This morning shortly before 10:30 AM PST NASA’s MAVEN (Mars Atmosphere and Volatile EvolutioN) spacecraft successfully launched aboard the Atlas V rocket from Cape Canaveral. This mission will study the Martian upper atmosphere with particular focus on the question of how the planet went from having air and water to being the dry, cold desert it is today.
Luxel built filters for two of the eight instruments aboard MAVEN: the Suprathermal and Thermal Ion Composition (STATIC) instrument which will study thermal ions and the Solar Energetic Particle (SEP) instrument which will measure solar wind. Both instruments contain free-standing Aluminum/ LUXFilm® Polyimide/Aluminum filters built by Luxel and STATIC also utilizes meshed Carbon/ Aluminum / Titanium/ Carbon filters.
It will take 10 months for MAVEN to reach Mars, and once there, it will also serve as a communications relay for NASA’s Opportunity and Curiosity surface rovers. You can learn more about the mission here.

The Atlas V rocket containing MAVEN takes off from Cape Canaveral – November 18, 2013. Photo credit: NASA
NASA’s Mars Atmosphere and Volatile Evolution (MAVEN) mission started with a smooth start and perfect dispatch from Cape Canaveral Air Force Station’s Space Launch Complex 41. The United Launch Alliance Atlas V rocket stealing the 5,400-pound shuttle lifted away at 1:28 p.m. EST, the mission’s first open chance. MAVEN’s solar arrays deployed and are delivering power.
“We’re as of now around 14,000 miles far from Earth and taking off to the Red Planet at this time,” said MAVEN Project Manager David Mitchell of NASA’s Goddard Space Flight Center.
MAVEN Principal Investigator Bruce Jakosky joined Mitchell in applauding the mission team for its drive and commitment. NASA Goddard in Greenbelt, Md., deals with the venture and provided two of the science instruments for the mission. Lockheed Martin fabricated the rocket and is in charge of mission operations. The University of California at Berkeley’s Space Sciences Laboratory gave science instruments to the mission. NASA’s Jet Propulsion Laboratory in Pasadena, Calif., provides navigation support, Deep Space Network backing, and Electra information transfers hand-off equipment and operations. Jakosky is with the Laboratory for Atmospheric and Space Physics at the University of Colorado at Boulder.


Locate, in the data below, the line that contains "box <item>woman</item>" and the line that contains "I am looking"; reproduce exactly those two lines and every line between them, nothing more.

» **DATA IN THIS EXERCISE**
____________
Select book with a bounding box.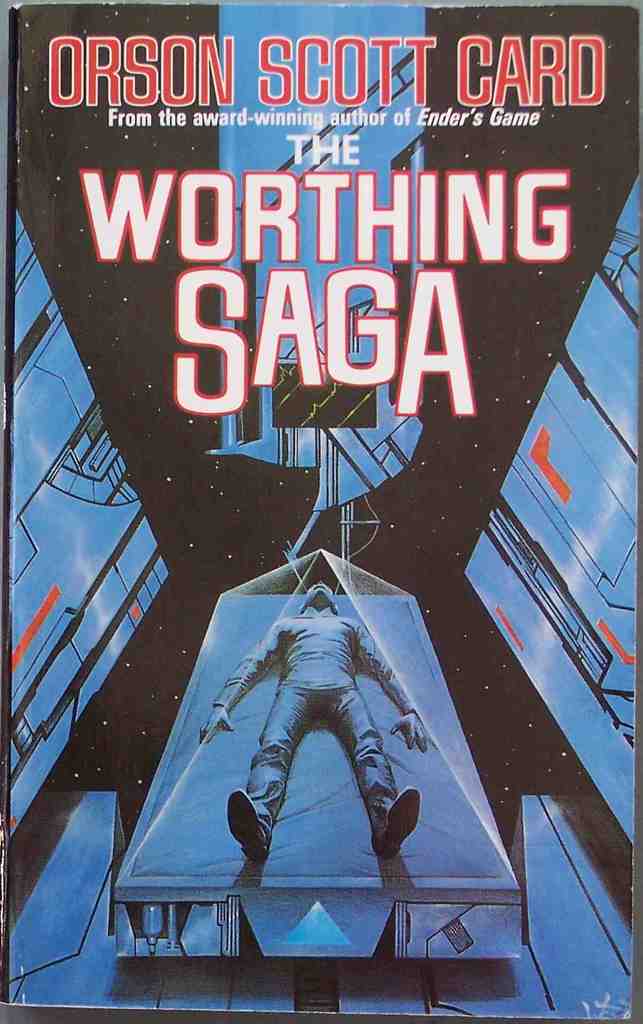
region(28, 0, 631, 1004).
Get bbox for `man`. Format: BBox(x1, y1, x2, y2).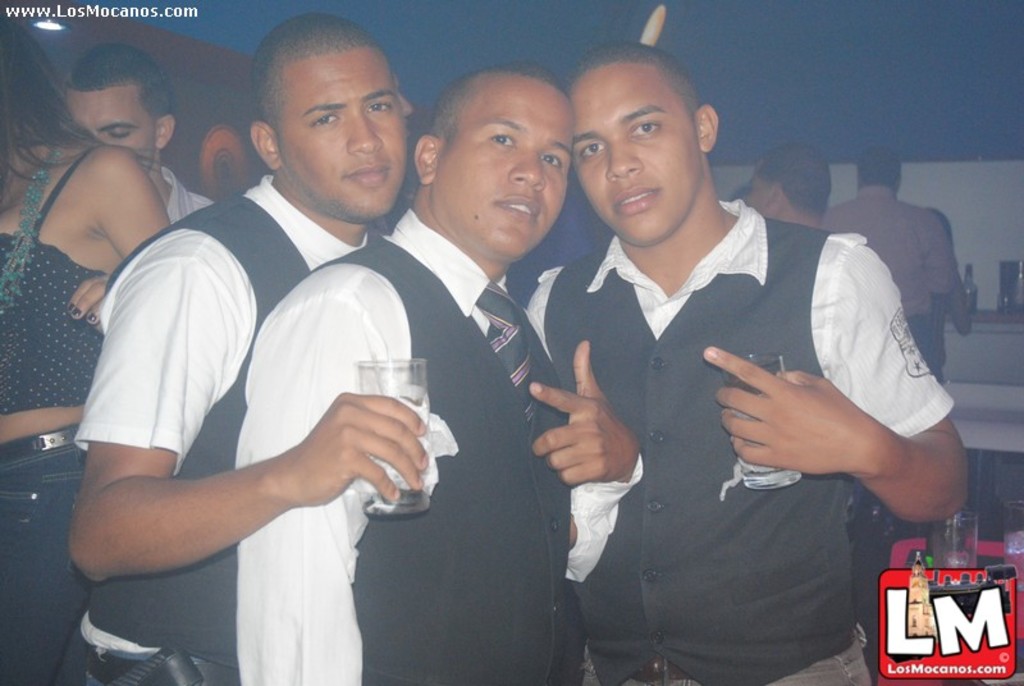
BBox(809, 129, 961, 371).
____________
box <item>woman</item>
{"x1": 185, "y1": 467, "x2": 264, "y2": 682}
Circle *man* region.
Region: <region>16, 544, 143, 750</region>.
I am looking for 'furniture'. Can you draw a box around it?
____________
» **RESULT OF THE EXERCISE**
box <item>woman</item>
{"x1": 185, "y1": 467, "x2": 264, "y2": 682}
Circle *man* region.
Region: <region>16, 544, 143, 750</region>.
I am looking for 'furniture'. Can you draw a box around it?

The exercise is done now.